I lie in bed in the small hours reading St Augustine’s Tractates on the Gospel of John. This isn’t some extreme Lenten discipline. I can’t sleep because I have just returned from retreat-giving in Phoenix, Arizona, seven hours behind our time.
I am, of course, seeking grist to the mill of Holy Week preaching, but I am also hoping that St Augustine’s expansive rhetorical style of telling you what he thinks and why he thinks it, and why one might think something else, and whether or not that’s correct, will prove to be gently soporific.
It’s fascinating to see how he treats the Gospel line by line, discarding nothing. He always begins with the literal meaning, and he never resorts to the modern exegetical conceit of presuming to know better than Jesus what Jesus meant. For Augustine the words and actions of Jesus are at all times revelations of his divine person and mission rather than the serendipitous flounderings of a Jewish prophet of the 1st century bound by cultural attitudes and assumptions. Jesus is the fulfilment of Scripture, its own best interpreter.
Augustine treats the Gospel as a well-spring of Revelation, the sweetness of which is obtained by repeatedly drawing deeper, and not as a convenient fiction written by the Early Church and only comprehensible as the expression of its ambition. From it the person of Christ emerges from such exegesis strong and clear and sovereign.
There are so many tiny details that nurture a fresh look at the mysteries of the Passion, and so far I have only gone as far as his commentary on the first line of the Gospel for Maundy Thursday, John Chapter 13, with its majestic opening: “Before the festival day of the Passover, Jesus, knowing that the hour had come when he had to pass from this world to the Father, having loved those who were his own in the world, loved them to the end.” St Augustine marks the similarity between the Hebrew noun Pascha, or Passover, and paschein, the Greek verb to suffer. They interpret one another. Jesus’s suffering is also his passing over – it will complete what the Old Testament passing over the Red Sea represented in figure. In the mysterious designs of the Trinity, Jesus will pass through suffering and death to glory, and escape the destruction which seemed inevitable.
Because we are not so steeped in the Old Testament, we are more likely to ascribe a kind of boomerang quality to Jesus’s death and Resurrection, making his Passion a temporary inconvenience before normality reasserts itself and life carries on as before. This is not scriptural. Hitherto sin and death have held human nature enslaved like Pharaoh held the Israelites, with no prospect of release. Now Jesus, the new Moses, in his transitus, takes human nature out of slavery, and passes over to the Father, to rest at the Right Hand of God. His suffering, instead of being a terminus ad quem, is the sacrifice which saves us from death. He will become the slaughtered Passover lamb, says Augustine, whose blood sprinkled on our doorposts; which, by the sign of his cross on our foreheads in baptism, allows us to pass from the power of the Devil to God’s kingdom. Just as once Moses had led God’s people into the desert to receive a covenant – a way man may live in relationship with the All-Holy – so in his passing Jesus gives a covenant far more wonderful than Sinai, for it is graven on his own, pierced heart offered up for us.
To celebrate the Easter Feast, then, is to recognise that there is nothing static about being a Christian. It offers finite comfort for 50 days, but impels towards a transitus of infinite hope. The joy of the Resurrection is not that normal service has been resumed and human nature is invulnerable, but that sin, suffering and death cannot separate me from the light and love in Christ, it cannot hold me captive. The risen Jesus shows me the way; his “love to the end” is the sum of what makes human life beautiful.
Like the Israelites of old I should now be living as one ready to depart in haste from a world in which I do not truly belong. Christ goes before me, a pillar of fire in the darkness, the only sure way. Another Easter, another paschal candle shared, must renew in me the desire to let myself be moulded and transformed by the risen Christ “so as to pass continuously from the side of him who destroys to the side of Him who saves”.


EXERCISE DETAILS> Using the entries below, show all lines with the string "species".

____________________

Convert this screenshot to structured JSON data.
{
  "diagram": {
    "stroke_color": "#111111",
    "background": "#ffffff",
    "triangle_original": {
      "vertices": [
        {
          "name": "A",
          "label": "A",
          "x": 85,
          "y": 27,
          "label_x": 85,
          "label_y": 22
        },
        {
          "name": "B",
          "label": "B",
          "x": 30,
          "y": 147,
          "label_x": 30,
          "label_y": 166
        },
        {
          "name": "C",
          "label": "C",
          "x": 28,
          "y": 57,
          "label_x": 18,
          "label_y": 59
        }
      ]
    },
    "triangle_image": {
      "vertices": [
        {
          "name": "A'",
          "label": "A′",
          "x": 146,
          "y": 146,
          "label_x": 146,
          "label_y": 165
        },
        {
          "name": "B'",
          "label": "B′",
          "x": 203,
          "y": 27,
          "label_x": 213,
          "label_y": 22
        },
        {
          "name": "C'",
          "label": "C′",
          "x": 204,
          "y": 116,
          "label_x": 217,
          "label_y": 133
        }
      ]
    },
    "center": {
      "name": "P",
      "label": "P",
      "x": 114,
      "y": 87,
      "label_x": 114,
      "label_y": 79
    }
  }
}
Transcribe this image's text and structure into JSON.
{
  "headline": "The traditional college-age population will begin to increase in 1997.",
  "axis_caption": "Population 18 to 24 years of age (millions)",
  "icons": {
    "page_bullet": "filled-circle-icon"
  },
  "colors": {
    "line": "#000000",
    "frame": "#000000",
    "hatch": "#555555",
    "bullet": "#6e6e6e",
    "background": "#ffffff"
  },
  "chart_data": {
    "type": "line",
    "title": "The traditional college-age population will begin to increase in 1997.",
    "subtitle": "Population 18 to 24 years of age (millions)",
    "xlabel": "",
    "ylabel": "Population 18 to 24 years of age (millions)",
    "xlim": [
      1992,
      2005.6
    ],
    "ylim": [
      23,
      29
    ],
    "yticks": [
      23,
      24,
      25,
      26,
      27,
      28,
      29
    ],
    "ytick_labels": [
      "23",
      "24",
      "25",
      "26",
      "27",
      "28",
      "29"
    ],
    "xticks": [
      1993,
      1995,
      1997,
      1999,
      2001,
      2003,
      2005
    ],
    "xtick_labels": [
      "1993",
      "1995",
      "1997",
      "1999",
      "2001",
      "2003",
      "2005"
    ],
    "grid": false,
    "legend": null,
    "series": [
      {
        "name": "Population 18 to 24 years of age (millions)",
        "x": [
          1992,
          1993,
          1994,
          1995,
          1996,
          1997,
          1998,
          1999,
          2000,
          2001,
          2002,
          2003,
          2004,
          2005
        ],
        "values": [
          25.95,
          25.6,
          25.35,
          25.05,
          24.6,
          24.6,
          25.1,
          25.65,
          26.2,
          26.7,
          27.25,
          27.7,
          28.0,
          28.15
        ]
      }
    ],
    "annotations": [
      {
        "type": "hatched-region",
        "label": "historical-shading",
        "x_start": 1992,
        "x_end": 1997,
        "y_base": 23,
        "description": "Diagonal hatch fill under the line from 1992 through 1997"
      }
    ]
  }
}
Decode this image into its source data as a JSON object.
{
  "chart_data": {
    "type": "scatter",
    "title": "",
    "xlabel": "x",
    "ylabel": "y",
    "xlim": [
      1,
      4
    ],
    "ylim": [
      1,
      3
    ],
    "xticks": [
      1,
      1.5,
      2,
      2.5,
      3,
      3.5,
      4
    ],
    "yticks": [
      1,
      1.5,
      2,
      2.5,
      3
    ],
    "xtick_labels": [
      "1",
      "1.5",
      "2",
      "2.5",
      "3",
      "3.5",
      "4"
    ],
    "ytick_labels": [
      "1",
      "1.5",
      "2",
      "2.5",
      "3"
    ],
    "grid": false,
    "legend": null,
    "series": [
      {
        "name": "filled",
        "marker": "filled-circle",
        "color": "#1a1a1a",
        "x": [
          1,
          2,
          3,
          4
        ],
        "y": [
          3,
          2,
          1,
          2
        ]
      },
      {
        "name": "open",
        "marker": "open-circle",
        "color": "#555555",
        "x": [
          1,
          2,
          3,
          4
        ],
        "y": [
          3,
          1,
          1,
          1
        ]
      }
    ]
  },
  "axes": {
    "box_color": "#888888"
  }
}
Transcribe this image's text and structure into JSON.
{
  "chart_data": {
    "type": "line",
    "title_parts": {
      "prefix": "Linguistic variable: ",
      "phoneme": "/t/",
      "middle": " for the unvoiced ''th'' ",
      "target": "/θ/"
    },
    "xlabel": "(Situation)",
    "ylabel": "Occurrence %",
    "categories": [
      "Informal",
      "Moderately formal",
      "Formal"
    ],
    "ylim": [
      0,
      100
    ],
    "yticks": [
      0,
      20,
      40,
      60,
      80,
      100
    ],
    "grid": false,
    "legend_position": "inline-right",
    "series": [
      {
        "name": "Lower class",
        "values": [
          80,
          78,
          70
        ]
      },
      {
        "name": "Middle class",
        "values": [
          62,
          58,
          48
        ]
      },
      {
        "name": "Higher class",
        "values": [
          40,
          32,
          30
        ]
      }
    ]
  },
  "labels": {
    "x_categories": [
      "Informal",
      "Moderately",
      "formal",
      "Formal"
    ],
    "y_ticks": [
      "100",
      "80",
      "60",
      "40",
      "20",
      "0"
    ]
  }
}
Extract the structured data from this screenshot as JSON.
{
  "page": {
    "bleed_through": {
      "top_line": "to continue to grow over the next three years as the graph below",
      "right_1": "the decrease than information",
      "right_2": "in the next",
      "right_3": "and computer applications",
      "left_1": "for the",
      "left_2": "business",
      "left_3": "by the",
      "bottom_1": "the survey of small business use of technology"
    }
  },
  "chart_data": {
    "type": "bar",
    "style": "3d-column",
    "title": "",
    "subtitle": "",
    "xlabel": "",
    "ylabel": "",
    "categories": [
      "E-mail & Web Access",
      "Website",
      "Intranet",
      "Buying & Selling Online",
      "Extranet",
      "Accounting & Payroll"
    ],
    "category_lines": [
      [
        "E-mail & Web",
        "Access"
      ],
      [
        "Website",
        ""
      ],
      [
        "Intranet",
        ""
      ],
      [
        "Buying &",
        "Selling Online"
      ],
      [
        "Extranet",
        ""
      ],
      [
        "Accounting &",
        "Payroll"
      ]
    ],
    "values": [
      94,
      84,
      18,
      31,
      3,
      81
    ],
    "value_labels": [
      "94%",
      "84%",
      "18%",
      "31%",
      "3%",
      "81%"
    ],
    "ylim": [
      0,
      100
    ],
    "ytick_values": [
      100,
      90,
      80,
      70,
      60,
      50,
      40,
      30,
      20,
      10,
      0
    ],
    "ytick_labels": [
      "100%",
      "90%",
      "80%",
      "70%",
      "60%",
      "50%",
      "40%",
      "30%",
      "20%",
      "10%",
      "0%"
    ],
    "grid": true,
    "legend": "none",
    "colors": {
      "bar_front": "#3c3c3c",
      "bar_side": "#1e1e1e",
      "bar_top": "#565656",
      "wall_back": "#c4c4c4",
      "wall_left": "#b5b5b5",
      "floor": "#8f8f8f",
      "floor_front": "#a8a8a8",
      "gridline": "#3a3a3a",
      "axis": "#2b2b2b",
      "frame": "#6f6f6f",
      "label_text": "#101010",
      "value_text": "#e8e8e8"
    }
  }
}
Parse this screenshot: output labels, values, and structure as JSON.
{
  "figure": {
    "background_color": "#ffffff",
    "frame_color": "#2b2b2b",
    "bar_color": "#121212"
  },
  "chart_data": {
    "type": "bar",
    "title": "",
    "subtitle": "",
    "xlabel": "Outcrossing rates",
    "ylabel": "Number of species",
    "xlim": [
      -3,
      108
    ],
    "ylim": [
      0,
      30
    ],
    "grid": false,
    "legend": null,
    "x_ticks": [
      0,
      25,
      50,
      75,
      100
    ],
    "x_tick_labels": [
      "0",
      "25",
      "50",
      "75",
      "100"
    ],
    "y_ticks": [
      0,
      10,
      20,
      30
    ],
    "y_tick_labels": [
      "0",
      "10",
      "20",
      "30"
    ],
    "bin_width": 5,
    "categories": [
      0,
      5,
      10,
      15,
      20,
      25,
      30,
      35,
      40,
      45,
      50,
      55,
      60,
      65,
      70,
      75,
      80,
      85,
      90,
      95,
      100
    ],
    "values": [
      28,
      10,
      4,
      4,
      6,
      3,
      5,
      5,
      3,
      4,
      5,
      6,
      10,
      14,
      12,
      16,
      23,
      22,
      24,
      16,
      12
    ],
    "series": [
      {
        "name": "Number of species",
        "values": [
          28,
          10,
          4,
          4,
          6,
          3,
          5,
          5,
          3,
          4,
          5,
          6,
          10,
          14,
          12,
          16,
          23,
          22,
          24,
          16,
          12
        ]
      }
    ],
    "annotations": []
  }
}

____________________

RESPONSE>
    "ylabel": "Number of species",
        "name": "Number of species",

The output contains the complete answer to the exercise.